(464h) Ion Transport Near Biological Membranes I : The Role of Dielectric Mismatch | AIChE

(464h) Ion Transport Near Biological Membranes I : The Role of Dielectric Mismatch

Authors 

Row, H. - Presenter, California Institute of Technology
Mandadapu, K. K., University of California, Berkeley
Shekhar, K., UC Berkeley
The partitioning and selective transport of ions across lipid membranes forms the basis of electrical signaling in biological cells. However, commonly employed “equivalent circuit” frameworks to understand these signaling processes ignore interfacial ionic gradients, the dielectric properties of the membrane, and the spatially localized nature of transmembrane ionic fluxes. To address these gaps, we present a model of ion pumping through a lipid membrane and study the resulting spatiotemporal ionic dynamics using the Poisson-Nernst-Planck framework. In this first of two talks, we begin by analyzing the spatially uniform pumping of ions across the membrane, resulting in a 1D model. With analytical and numerical solutions for electric potential and ionic concentrations in this 1D model, we show that one can recover the capacitor model for the membrane consistent with earlier works. We then consider the case of spatially localized ion pumping in 3D, resolving both in- and out-of-plane variations in diffuse charge and electric potential near the lipid membrane. Analyzing the short-time dynamics, we find that the transmembrane electric potential exhibits a dipolar (1/r3) scaling far from the pump, but a monopolar (1/r) scaling near the pump. We show the monopolar region, where the electric fields are stronger and decay more slowly, to be a consequence of the large mismatch in dielectric permittivity between the lipid membrane and the surrounding fluid. The subsequent talk analyzes the full spatiotemporal dynamics of charge reorganization and in-plane signal propagation.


**Work request:** Find every line below that contains the word "Where" and copy it out.
============
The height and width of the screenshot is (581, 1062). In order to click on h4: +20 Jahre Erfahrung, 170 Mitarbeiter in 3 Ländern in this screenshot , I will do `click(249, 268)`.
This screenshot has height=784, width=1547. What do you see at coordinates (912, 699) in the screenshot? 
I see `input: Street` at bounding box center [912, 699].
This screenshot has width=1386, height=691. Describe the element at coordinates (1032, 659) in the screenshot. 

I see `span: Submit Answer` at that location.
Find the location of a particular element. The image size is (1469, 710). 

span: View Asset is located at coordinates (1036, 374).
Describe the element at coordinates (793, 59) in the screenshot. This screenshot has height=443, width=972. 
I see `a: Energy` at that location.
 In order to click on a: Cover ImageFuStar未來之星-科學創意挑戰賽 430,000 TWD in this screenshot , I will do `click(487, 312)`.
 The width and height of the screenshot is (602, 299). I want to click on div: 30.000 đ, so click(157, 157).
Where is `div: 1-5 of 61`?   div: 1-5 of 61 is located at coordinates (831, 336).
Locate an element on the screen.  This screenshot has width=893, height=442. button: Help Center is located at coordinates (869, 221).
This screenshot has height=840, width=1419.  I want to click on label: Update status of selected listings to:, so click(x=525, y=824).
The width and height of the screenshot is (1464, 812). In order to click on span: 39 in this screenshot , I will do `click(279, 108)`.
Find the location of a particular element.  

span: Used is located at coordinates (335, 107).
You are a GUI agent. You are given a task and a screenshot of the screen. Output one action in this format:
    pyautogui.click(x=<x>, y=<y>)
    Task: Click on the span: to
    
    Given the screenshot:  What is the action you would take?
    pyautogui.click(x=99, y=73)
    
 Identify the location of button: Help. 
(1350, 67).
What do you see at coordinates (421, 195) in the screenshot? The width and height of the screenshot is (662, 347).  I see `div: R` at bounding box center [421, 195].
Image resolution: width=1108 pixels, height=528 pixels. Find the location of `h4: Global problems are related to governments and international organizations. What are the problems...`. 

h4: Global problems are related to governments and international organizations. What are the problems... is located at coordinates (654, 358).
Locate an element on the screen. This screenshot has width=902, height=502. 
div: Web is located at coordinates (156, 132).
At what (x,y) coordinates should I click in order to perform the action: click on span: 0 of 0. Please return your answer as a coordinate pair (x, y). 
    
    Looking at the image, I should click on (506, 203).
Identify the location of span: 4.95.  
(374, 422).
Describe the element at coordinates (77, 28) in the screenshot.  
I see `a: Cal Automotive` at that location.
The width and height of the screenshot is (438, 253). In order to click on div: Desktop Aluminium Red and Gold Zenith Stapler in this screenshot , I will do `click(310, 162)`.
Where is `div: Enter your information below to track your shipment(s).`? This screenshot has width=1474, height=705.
============
**Exercise response:**
Where is `div: 1-5 of 61`?   div: 1-5 of 61 is located at coordinates (831, 336).
Where is `div: Enter your information below to track your shipment(s).`? This screenshot has width=1474, height=705.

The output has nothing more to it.